The CPI (M) organized rallies in several parts of the country even as its
national protests have been continuing since the last few weeks demanding the
scrapping of the bills, Rs 7,500 in every bank account of jobless workers, food
for the poor from the public distribution system, an end to the selling of
public sector assets like the railways and airports, and the release of
students, intellectuals, activists and peaceful protestors from prisons.
Surprisingly,
the CPI (M) organized massive and militant protests in Tripura, especially in
Agartala, whereby thousands of people came out and broke the physical
barricades enacted by the police at several points. People trickled in streams
across locations, very angry and vociferous, though the clashes with the cops were
never violent with the police giving way to the surging crowds.
Several
highways were blocked, including the important Bombay-Ahmedabad highway, where hundreds
of women of the All India Democratic Women’s Association (AIDWA), blocked
traffic. Ashok Dhawale, president of the CPI(M)-led All India Kisan Sabha, came
to the site to give a solidarity speech. Dhawale, indeed, was the leader of the
massive march of lakhs of farmers to Mumbai earlier from the remotest interiors
of Maharashtra, including Adivasi areas, when the BJP government was ruling in
Mumbai.
That
long march of kisans with a sea of red banners struck a chord across the nation
with round-the-clock coverage, including on social and international media,
with the people of Mumbai coming out in total support. Indeed, the farmers
deliberately chose the route and timing in such a manner so as to not to
disturb the school students in their exams, or the locals in their daily
affairs. Doctors, students, housewives had rushed in then with food, medicine
and even chappals. Mumbaikars
showered flowers on the annadaatas from
their balconies and doors when they marched through the lanes. AIKS said 50,000 farmers protested
across Maharashtra on Friday.
Over
two dozen farmers’ organizations backed by scores of political parties have joined
the protests.
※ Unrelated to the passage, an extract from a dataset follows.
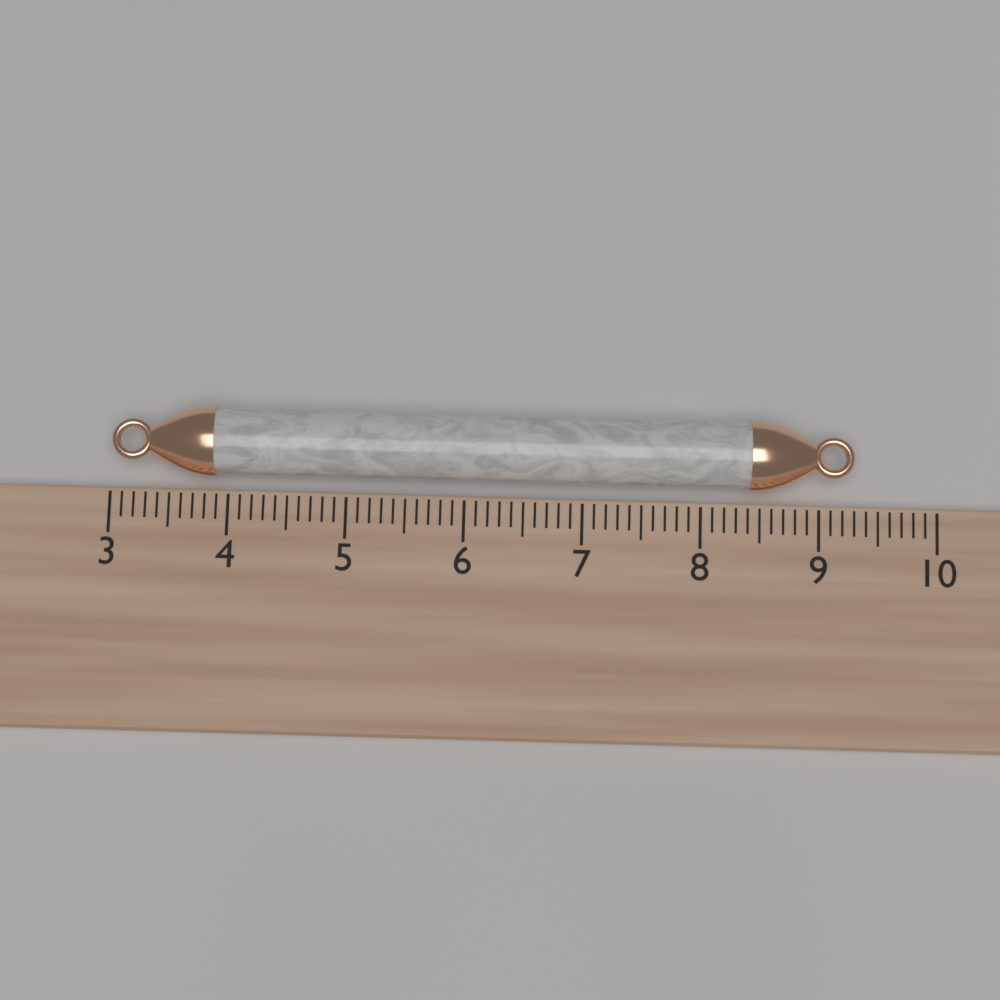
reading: 9.3 (no unit)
The Bharat Bandh was coordinated by the All
India Farmers Union (AIFU), Bharatiya Kisan Union (BKU), All India Kisan
Mahasangh (AIKM), among others, with the All India Kisan Sangharsh Coordination
Committee (AIKSCC) leading the protests. Ten central trade unions, all Left
students’ organizations, joined the strike. Farmers’ bodies from Karnataka,
Tamil Nadu and Maharashtra called for a shutdown. The RSS-affiliated
organizations like the Bhartiya Kisan Sangh and Swadeshi Jagran Manch did not take
part.
Clearly,
these mass protests are now likely to resurrect a new wave of peaceful
resistance in civil society and by the Opposition parties, especially against
the daily hounding and arrests of students, professors, intellectuals,
journalists and dissenters, particularly from the Muslim community, on
fabricated and flimsy charges.
There is widespread anguish among the country’s farmers with regards to the new Agriculture Bills passed by Parliament in the recently concluded Monsoon Session. Various political and apolitical farmer organisations have come out on streets in opposition to the proposed laws that seek to bring in private buyers for farm produce.
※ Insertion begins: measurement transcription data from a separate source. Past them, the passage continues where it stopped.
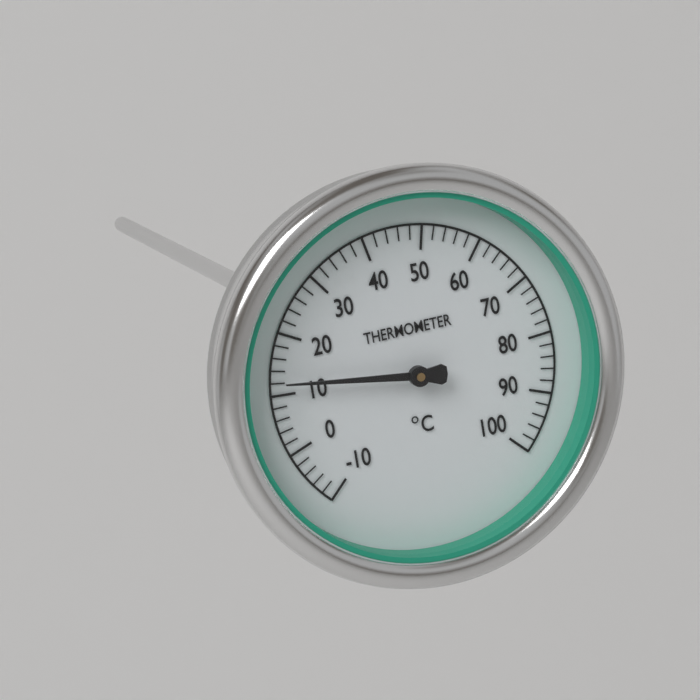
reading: 12 °C
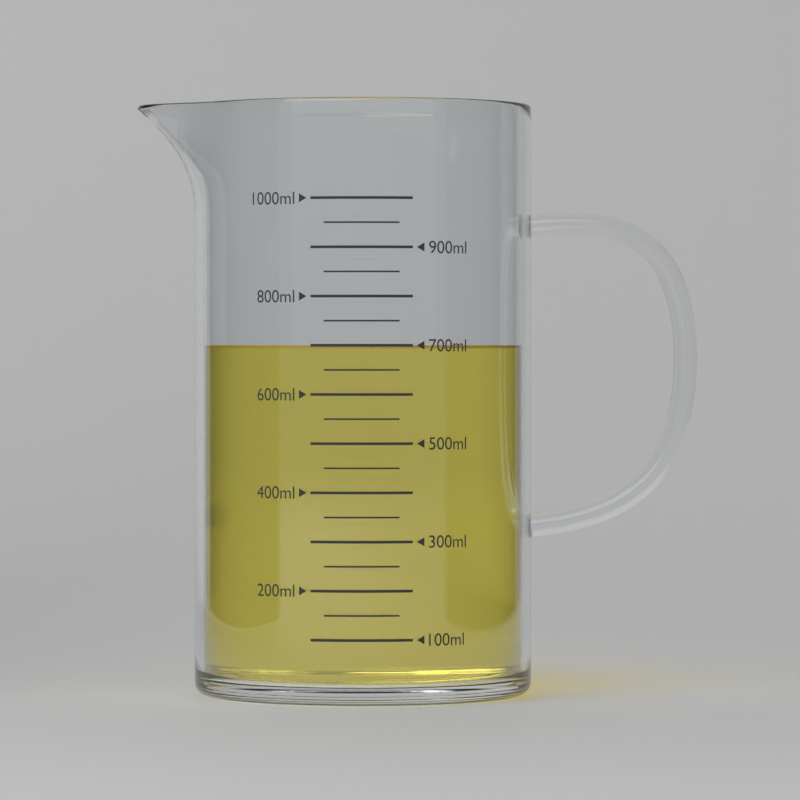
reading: 700 ml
As there were few debates in Parliament on the issue, the jury is still out whether these reforms will help increase farmers’ incomes or add to their misery. LokMarg meets the protesting farmers in Uttar Pradesh to know their view and found their demands:
1) The Centre must ensure that minimum support price
bar is maintained for the buyers while purchasing farm produce, be it in mandis or to a corporate house.
2) Allay farmers’ apprehensions that their land will
not be grabbed in the name of contract farming.
3) The support price must be revised frequently in
accordance with the rise in inflation rate.